Notes
1 Though, as Strawser notes, there is another upcoming book by Erik Dreff on reading Spinoza as a philosopher of love: see Dreff (CitationForthcoming).
2 All citations of the Ethics are from Curley’s translation, as found in volume 1 of his edited collection The Collected Works of Spinoza (see Spinoza (Citation2016) in references section). Citations give the book of the Ethics first, then either the axiom, definition, or proposition number, and then, if relevant, the scholia, corollary, or lemma number. For example, ‘E4p18s’ refers to the scholium of the 18th proposition in Book 4 of the Ethics.
3 Though they contain also very interesting and contemporarily applicable discussions on Spinoza’s implicit anti-misogyny in his account of ethical marriage, despite Spinoza’s quite explicit misogyny at the end of the Political Treatise.
4 A different, and on my view more plausible, approach to giving a Spinozist rebuttal to Spinoza’s speciesism can be found in Chapter 6 of: Hasana Sharp. Spinoza and the Politics of Renaturalization. (Sharp Citation2011). In this chapter, Sharp tries to show some of the ways that, despite our being different than non-human animals in some ways, it can be ‘useful’ on a Spinozist reading for us to join in friendship with non-human animals (such as mutually beneficial relationships between humans and wolves).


#### WHAT NEEDS TO BE DONE
Your reply should hold exactly the lines from the one that contains "In order to click on div: Contacts" through the end of the data. Repeat them word for word.
"""
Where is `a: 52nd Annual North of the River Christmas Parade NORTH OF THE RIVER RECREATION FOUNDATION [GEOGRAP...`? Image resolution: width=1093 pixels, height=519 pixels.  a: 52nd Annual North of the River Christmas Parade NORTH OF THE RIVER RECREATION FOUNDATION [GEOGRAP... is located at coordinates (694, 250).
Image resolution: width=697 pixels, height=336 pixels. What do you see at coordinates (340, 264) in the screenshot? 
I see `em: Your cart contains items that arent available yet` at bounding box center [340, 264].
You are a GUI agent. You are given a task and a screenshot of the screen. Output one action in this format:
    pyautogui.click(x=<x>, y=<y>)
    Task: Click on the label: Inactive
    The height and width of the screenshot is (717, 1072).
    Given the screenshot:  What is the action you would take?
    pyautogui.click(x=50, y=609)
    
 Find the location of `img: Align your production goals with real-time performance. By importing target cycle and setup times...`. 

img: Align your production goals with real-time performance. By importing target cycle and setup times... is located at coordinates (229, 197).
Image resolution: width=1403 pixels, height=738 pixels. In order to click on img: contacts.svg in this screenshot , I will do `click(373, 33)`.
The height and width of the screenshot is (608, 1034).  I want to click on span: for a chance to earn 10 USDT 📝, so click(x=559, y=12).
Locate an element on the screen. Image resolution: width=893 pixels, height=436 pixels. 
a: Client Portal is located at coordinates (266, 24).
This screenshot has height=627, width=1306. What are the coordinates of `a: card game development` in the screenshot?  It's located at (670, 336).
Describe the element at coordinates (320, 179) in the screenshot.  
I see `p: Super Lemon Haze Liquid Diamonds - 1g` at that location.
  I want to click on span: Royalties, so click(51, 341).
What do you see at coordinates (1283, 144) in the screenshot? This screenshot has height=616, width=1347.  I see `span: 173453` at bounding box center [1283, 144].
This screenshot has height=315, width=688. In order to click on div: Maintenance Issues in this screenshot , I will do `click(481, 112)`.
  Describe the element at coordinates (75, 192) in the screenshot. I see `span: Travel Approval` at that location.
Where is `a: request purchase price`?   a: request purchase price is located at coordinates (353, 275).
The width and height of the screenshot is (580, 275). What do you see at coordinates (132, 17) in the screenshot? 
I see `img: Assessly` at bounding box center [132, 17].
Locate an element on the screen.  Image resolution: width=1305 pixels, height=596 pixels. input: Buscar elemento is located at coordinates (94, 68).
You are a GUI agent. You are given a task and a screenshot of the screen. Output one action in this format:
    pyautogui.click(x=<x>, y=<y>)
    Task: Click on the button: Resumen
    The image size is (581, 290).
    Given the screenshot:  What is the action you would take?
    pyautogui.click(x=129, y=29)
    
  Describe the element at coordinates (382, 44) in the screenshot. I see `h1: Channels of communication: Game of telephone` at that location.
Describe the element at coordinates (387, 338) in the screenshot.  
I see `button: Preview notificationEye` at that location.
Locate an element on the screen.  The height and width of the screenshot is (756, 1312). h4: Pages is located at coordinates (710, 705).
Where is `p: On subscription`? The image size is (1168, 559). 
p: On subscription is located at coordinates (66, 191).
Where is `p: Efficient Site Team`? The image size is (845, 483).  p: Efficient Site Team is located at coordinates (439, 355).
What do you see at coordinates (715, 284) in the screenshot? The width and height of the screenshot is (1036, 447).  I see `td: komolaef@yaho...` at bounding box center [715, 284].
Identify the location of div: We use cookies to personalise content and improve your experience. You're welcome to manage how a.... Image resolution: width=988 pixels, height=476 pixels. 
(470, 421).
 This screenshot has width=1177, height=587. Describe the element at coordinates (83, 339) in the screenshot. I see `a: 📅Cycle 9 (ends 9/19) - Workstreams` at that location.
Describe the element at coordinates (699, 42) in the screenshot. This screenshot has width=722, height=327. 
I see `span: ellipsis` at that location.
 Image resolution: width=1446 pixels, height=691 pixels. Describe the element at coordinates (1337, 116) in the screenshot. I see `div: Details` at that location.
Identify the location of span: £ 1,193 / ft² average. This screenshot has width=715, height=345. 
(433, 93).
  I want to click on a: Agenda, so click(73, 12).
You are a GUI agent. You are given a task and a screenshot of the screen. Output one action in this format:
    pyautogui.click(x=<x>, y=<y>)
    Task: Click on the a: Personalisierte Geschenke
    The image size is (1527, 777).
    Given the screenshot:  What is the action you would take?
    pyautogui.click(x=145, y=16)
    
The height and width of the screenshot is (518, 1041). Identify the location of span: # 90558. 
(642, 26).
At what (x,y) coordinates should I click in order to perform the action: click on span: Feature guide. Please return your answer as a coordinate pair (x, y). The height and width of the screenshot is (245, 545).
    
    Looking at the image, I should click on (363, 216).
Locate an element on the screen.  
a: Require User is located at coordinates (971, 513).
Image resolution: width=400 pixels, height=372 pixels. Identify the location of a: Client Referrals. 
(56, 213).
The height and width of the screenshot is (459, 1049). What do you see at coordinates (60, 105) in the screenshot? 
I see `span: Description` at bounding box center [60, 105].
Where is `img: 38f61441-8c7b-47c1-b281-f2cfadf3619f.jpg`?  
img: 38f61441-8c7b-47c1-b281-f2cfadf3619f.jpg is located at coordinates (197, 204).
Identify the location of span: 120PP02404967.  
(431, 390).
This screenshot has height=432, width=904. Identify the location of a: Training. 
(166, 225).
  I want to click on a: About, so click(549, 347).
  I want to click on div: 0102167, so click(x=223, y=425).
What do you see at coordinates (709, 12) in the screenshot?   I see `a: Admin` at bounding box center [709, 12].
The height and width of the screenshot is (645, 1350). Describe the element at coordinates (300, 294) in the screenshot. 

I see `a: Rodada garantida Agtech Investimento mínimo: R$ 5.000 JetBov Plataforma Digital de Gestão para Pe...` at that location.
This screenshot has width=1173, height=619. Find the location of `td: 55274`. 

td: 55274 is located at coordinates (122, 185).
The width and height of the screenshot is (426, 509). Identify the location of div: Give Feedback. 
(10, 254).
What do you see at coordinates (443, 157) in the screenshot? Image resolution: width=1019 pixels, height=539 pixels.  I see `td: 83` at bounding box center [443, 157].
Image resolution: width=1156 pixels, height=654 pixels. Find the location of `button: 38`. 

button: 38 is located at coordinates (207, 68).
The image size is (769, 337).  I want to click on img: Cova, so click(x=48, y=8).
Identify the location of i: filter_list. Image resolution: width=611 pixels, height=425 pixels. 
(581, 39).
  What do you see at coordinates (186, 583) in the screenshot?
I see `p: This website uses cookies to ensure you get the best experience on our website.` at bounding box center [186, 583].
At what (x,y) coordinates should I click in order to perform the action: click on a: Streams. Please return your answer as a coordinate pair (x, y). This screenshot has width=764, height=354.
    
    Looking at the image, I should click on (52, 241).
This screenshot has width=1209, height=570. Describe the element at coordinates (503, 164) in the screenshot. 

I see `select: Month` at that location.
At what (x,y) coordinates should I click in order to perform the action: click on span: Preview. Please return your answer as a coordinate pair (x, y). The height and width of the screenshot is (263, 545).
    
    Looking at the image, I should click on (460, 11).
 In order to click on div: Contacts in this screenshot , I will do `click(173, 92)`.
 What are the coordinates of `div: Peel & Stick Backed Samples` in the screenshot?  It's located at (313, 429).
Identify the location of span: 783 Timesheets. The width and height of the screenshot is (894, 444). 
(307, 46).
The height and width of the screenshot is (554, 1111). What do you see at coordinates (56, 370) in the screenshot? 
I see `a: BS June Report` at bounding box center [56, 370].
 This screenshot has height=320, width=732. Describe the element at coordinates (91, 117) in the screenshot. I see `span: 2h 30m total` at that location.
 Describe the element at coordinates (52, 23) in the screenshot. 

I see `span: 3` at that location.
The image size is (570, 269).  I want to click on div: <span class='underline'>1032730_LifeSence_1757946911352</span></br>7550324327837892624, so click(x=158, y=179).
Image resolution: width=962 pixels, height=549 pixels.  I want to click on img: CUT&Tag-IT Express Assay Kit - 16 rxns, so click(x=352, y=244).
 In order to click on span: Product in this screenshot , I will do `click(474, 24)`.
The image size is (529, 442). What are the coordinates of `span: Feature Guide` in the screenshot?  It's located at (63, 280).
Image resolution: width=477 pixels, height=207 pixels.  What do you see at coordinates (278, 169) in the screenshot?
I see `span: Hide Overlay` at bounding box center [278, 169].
"""
#### REPLY
 In order to click on div: Contacts in this screenshot , I will do `click(173, 92)`.
 What are the coordinates of `div: Peel & Stick Backed Samples` in the screenshot?  It's located at (313, 429).
Identify the location of span: 783 Timesheets. The width and height of the screenshot is (894, 444). 
(307, 46).
The height and width of the screenshot is (554, 1111). What do you see at coordinates (56, 370) in the screenshot? 
I see `a: BS June Report` at bounding box center [56, 370].
 This screenshot has height=320, width=732. Describe the element at coordinates (91, 117) in the screenshot. I see `span: 2h 30m total` at that location.
 Describe the element at coordinates (52, 23) in the screenshot. 

I see `span: 3` at that location.
The image size is (570, 269).  I want to click on div: <span class='underline'>1032730_LifeSence_1757946911352</span></br>7550324327837892624, so click(x=158, y=179).
Image resolution: width=962 pixels, height=549 pixels.  I want to click on img: CUT&Tag-IT Express Assay Kit - 16 rxns, so click(x=352, y=244).
 In order to click on span: Product in this screenshot , I will do `click(474, 24)`.
The image size is (529, 442). What are the coordinates of `span: Feature Guide` in the screenshot?  It's located at (63, 280).
Image resolution: width=477 pixels, height=207 pixels.  What do you see at coordinates (278, 169) in the screenshot?
I see `span: Hide Overlay` at bounding box center [278, 169].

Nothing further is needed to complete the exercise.